Understanding Electric Potential
Electric potential represents the electrical potential energy per unit charge at any location within an electric field. Unlike electric field strength, which is a vector, potential is a scalar quantity—it has magnitude but no direction. This makes calculations significantly simpler for complex charge distributions.
The concept originates from the work required to move a test charge against the electrostatic force. Imagine pushing a positive charge toward another positive charge; you must do work against the repulsive Coulomb force. That effort per unit charge defines the potential at the destination point.
Key properties:
- Potential increases when moving away from negative charges
- Potential decreases when moving toward positive charges
- The reference point (typically infinity) is set at zero potential
- Potential values are additive for multiple charges
Electric Potential Calculation
For a single point charge, the potential at distance r is found using Coulomb's constant and the charge magnitude. For multiple charges, calculate the potential from each charge individually, then sum the results.
Coulomb's constant adjusts for the medium surrounding the charges. In vacuum, it equals approximately 8.99 × 10⁹ N·m²/C². Materials with higher permittivity reduce this constant proportionally.
V = k × q ÷ r
k = 8.987551788 × 10⁹ ÷ εᵣ
V_total = k × (q₁ ÷ r₁ + q₂ ÷ r₂ + ... + q₁₀ ÷ r₁₀)
V— Electric potential in volts (V)k— Coulomb's constant, approximately 8.99 × 10⁹ N·m²/C² in vacuumq— Electric charge in coulombs (C); positive or negativer— Distance from the charge to the point of interest in metres (m)εᵣ— Relative permittivity of the medium; equals 1 for vacuum or airV_total— Net potential from multiple charges, accounting for superposition
Potential Difference and Work
The potential difference between two points is the work per unit charge needed to move a charge from one point to the other. If point A has potential V_A and point B has potential V_B, then the potential difference is ΔV = V_B − V_A.
This relationship connects to electrical work through:
Work = Charge × Potential Difference
Batteries exploit this principle: a 9 V battery creates a 9 volt potential difference between its terminals, so moving 1 coulomb through it requires 9 joules of energy. Similarly, parallel plate capacitors store energy by maintaining a potential difference across their plates, with the electric field strength dependent on both voltage and plate separation.
Sign Conventions and Physical Interpretation
The sign of the potential depends entirely on the sign of the source charge:
- Positive charge: produces positive potential everywhere around it
- Negative charge: produces negative potential everywhere around it
In systems with mixed charges, potentials algebraically superpose. A point equidistant from a +5 μC and −5 μC charge pair experiences zero net potential, despite both charges exerting influence. This makes potential particularly useful for identifying equipotential surfaces—imaginary surfaces where all points share identical potential. In conductors at equilibrium, the entire surface forms an equipotential.
Remember: zero potential at infinity is merely a convenient reference. Only potential differences carry physical meaning; absolute values depend on where you set your reference point.
Practical Considerations When Calculating Potential
These tips address common pitfalls and important nuances when working with electric potential calculations.
- Unit consistency is critical — Always convert distances to metres and charges to coulombs before substituting into formulas. A 10 cm distance must be entered as 0.1 m. Mixing units (centimetres with charges in coulombs) will produce wildly incorrect results by orders of magnitude.
- Permittivity matters in real materials — Dielectric materials (water, glass, ceramics) reduce the effective Coulomb constant. If a charge sits in oil (εᵣ ≈ 2), the potential is roughly half what it would be in vacuum. Always confirm the medium before assuming vacuum permittivity.
- Superposition handles multiple charges correctly — When many charges are present, calculate potential from each separately, then add algebraically. This works because potential is a scalar. Do not attempt vector addition; that applies only to electric fields. Negative potentials subtract from positive ones naturally.
- Potential approaches zero asymptotically — Very far from all charges, potential diminishes gradually, never quite reaching zero. For practical purposes, potential becomes negligible at distances much larger than the charge system's size, but remains theoretically non-zero everywhere except at infinity itself.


> [EXERCISE OBJECTIVE]
Check each line of the material. Copy those containing "italic".
####
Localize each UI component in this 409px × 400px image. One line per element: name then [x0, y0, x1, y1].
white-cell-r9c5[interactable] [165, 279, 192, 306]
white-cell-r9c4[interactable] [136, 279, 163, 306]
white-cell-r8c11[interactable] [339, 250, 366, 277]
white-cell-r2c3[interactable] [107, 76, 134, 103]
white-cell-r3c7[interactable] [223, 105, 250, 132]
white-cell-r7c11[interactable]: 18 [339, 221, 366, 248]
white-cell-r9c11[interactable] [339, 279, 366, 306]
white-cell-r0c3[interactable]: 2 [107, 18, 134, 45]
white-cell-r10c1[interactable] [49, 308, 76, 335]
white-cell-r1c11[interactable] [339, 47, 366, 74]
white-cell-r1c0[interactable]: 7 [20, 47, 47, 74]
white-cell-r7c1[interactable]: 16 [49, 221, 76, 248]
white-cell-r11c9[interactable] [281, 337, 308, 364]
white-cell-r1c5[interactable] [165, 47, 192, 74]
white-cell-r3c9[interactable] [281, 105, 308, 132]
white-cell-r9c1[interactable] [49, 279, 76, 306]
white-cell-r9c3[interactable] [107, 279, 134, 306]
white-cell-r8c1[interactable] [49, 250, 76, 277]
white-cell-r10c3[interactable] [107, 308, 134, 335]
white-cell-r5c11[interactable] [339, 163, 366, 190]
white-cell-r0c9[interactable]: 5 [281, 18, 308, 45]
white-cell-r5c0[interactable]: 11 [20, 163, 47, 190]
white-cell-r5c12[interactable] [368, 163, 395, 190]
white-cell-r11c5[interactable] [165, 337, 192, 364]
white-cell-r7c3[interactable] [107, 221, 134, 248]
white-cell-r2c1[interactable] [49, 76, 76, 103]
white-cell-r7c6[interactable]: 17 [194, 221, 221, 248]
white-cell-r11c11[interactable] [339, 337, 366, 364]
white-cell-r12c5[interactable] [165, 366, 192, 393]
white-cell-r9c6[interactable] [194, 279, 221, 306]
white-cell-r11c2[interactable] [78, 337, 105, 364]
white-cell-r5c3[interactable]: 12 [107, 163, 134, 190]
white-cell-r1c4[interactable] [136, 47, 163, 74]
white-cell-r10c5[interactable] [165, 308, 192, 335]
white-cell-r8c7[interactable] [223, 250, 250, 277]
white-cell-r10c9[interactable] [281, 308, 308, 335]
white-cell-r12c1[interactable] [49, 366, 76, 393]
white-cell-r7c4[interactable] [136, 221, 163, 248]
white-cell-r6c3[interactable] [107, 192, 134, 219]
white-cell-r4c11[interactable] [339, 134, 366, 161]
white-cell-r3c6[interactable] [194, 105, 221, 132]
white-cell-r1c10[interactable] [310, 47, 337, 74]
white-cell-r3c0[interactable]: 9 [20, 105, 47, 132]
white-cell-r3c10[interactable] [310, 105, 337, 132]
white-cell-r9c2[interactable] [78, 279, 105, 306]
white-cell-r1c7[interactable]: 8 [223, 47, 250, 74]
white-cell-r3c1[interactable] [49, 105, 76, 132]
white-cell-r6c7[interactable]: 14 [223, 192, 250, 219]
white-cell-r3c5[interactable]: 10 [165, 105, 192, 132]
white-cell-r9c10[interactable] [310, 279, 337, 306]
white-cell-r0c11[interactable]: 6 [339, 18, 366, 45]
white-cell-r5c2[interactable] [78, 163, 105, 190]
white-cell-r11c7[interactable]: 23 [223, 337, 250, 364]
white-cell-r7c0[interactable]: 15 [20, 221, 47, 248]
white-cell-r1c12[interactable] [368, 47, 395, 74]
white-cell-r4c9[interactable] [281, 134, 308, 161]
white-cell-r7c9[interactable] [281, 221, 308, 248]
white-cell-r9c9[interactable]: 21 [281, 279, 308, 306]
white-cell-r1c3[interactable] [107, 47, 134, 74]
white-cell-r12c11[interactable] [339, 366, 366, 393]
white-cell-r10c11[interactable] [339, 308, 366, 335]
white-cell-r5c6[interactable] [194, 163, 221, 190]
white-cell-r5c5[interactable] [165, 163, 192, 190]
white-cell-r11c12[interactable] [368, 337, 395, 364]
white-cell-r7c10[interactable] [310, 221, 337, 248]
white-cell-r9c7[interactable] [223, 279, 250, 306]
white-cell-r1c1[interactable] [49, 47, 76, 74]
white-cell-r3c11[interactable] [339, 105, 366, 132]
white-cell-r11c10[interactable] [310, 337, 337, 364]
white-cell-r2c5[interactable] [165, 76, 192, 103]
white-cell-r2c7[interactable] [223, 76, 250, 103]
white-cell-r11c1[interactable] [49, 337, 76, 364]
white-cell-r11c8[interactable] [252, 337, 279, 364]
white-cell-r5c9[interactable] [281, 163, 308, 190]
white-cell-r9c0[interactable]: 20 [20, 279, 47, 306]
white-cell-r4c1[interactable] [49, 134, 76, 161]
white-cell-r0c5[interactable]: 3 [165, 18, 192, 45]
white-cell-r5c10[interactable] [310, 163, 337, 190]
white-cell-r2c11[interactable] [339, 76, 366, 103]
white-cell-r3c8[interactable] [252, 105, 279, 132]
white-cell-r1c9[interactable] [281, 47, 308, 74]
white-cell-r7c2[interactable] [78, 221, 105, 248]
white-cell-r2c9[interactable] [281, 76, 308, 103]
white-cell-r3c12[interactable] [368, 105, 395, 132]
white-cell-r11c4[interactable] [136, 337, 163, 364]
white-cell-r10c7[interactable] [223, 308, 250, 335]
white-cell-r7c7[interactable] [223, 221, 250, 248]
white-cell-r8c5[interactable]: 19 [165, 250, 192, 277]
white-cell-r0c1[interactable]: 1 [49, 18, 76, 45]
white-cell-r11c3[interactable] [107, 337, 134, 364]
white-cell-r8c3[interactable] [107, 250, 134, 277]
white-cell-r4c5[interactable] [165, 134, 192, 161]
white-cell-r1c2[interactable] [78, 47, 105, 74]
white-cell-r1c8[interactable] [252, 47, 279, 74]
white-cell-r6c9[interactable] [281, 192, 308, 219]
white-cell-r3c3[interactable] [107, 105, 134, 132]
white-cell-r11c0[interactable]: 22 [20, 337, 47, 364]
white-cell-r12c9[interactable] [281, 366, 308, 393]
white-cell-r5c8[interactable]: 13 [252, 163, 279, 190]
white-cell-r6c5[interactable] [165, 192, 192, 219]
####
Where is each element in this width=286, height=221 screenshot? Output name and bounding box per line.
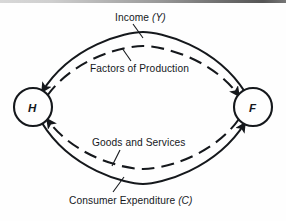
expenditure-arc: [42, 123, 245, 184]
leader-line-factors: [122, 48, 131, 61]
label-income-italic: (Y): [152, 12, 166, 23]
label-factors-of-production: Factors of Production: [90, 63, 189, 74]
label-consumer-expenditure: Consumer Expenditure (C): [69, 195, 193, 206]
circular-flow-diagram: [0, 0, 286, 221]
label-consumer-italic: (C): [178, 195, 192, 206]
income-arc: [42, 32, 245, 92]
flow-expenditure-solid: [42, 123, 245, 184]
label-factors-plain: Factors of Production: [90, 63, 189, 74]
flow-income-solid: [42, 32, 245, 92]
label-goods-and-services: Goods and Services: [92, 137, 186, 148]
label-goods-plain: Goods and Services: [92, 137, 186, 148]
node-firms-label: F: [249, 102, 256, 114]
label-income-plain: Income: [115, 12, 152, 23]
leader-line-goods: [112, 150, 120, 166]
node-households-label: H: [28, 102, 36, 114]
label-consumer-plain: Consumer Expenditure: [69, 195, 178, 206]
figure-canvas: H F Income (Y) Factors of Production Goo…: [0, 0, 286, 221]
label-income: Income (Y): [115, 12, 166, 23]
####
> [RESULT FOR THIS TASK]
label-income-italic: (Y): [152, 12, 166, 23]
label-consumer-italic: (C): [178, 195, 192, 206]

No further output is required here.